Plans and policies provide guidance, consistency, accountability, efficiency, and clarity on how an organisation operates. The Health Minister at the health policy dialogue held last month highlighted that while there is a growing importance of equity as a central goal for plans and policies in the country, the policy priorities to achieve it are not consistently or coherently explored. There is a need to review plans and policies to improve the country’s health system that is not just free but equitable and accessible.
While the country today enjoys almost 97 per cent access to health services, the question is on access to quality services. Health Minister Dechen Wangmo said that the current plans and policies need scrutiny to have equal and equitable services in the country.
“When we talk about equity and equality in policies then you apply a blanket rule. We had six very competent doctors superannuated very recently. And we realised that they are young enough. Since they are superannuating, we will be short of competent doctors so then we had to recruit but the rules say that we cannot recruit after they superannuate regardless of who they are. So this is where we are asking let’s have a certain level of equity built in our policies and plans,” Lyonpo said.
The Minister added that the procurement rules and regulations, in particular, need to be scrutinised as well.
“The procurement rules and regulation that is applied across all the ten ministries, we realised that health is different. Buying a CT machine or MRI machine is very different from buying tables and chairs and computers. So this is what we are lobbying for is probably separate procurement rules and regulation for health where if we want to deliver quality services our doctor must have quality equipment and technology. Now if we are bound by procurement rules and regulations, that creates a very big hindrance,” Lyonpo added.
The Minister assured that the ministry would review the health policy and table a Health Bill during this government’s tenure that will help reduce unequal and inequity in health services.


◆ WHAT YOU HAVE TO DO
Give back exactly the lines from the one containing "List UI elements" through the end of the records, including both, and no others.

[Extracted records]

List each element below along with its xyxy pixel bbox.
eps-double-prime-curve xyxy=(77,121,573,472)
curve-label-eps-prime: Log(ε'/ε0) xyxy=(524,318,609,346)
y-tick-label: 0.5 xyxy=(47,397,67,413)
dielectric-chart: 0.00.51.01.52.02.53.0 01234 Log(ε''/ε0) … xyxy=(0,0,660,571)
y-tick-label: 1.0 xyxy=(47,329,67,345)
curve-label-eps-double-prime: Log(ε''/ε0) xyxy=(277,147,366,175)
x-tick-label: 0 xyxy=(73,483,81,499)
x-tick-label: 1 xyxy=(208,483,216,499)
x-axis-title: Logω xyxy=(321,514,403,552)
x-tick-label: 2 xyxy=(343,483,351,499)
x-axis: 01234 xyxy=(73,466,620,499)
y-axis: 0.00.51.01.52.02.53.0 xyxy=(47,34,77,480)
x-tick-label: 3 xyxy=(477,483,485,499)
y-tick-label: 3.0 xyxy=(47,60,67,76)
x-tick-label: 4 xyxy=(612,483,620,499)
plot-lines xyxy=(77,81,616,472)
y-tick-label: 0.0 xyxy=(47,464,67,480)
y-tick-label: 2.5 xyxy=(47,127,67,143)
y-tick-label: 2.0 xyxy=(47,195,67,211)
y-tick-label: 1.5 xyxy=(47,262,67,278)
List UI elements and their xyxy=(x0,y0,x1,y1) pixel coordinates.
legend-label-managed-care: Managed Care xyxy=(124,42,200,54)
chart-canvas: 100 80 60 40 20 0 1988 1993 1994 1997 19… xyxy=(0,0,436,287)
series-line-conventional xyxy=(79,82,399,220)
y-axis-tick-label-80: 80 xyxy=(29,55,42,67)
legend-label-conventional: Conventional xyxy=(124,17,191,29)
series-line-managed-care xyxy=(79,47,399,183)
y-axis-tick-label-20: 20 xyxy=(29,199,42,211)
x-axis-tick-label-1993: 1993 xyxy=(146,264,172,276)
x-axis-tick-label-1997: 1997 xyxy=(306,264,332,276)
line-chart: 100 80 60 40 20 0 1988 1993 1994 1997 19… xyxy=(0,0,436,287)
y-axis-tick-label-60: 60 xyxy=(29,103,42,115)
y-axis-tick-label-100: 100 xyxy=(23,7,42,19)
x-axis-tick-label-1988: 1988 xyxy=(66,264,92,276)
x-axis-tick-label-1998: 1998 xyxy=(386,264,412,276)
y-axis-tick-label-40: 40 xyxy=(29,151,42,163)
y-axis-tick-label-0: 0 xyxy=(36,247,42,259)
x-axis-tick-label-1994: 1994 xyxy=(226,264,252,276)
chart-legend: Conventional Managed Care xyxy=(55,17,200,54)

◆ FINAL ANSWER
List UI elements and their xyxy=(x0,y0,x1,y1) pixel coordinates.
legend-label-managed-care: Managed Care xyxy=(124,42,200,54)
chart-canvas: 100 80 60 40 20 0 1988 1993 1994 1997 19… xyxy=(0,0,436,287)
series-line-conventional xyxy=(79,82,399,220)
y-axis-tick-label-80: 80 xyxy=(29,55,42,67)
legend-label-conventional: Conventional xyxy=(124,17,191,29)
series-line-managed-care xyxy=(79,47,399,183)
y-axis-tick-label-20: 20 xyxy=(29,199,42,211)
x-axis-tick-label-1993: 1993 xyxy=(146,264,172,276)
x-axis-tick-label-1997: 1997 xyxy=(306,264,332,276)
line-chart: 100 80 60 40 20 0 1988 1993 1994 1997 19… xyxy=(0,0,436,287)
y-axis-tick-label-60: 60 xyxy=(29,103,42,115)
y-axis-tick-label-100: 100 xyxy=(23,7,42,19)
x-axis-tick-label-1988: 1988 xyxy=(66,264,92,276)
x-axis-tick-label-1998: 1998 xyxy=(386,264,412,276)
y-axis-tick-label-40: 40 xyxy=(29,151,42,163)
y-axis-tick-label-0: 0 xyxy=(36,247,42,259)
x-axis-tick-label-1994: 1994 xyxy=(226,264,252,276)
chart-legend: Conventional Managed Care xyxy=(55,17,200,54)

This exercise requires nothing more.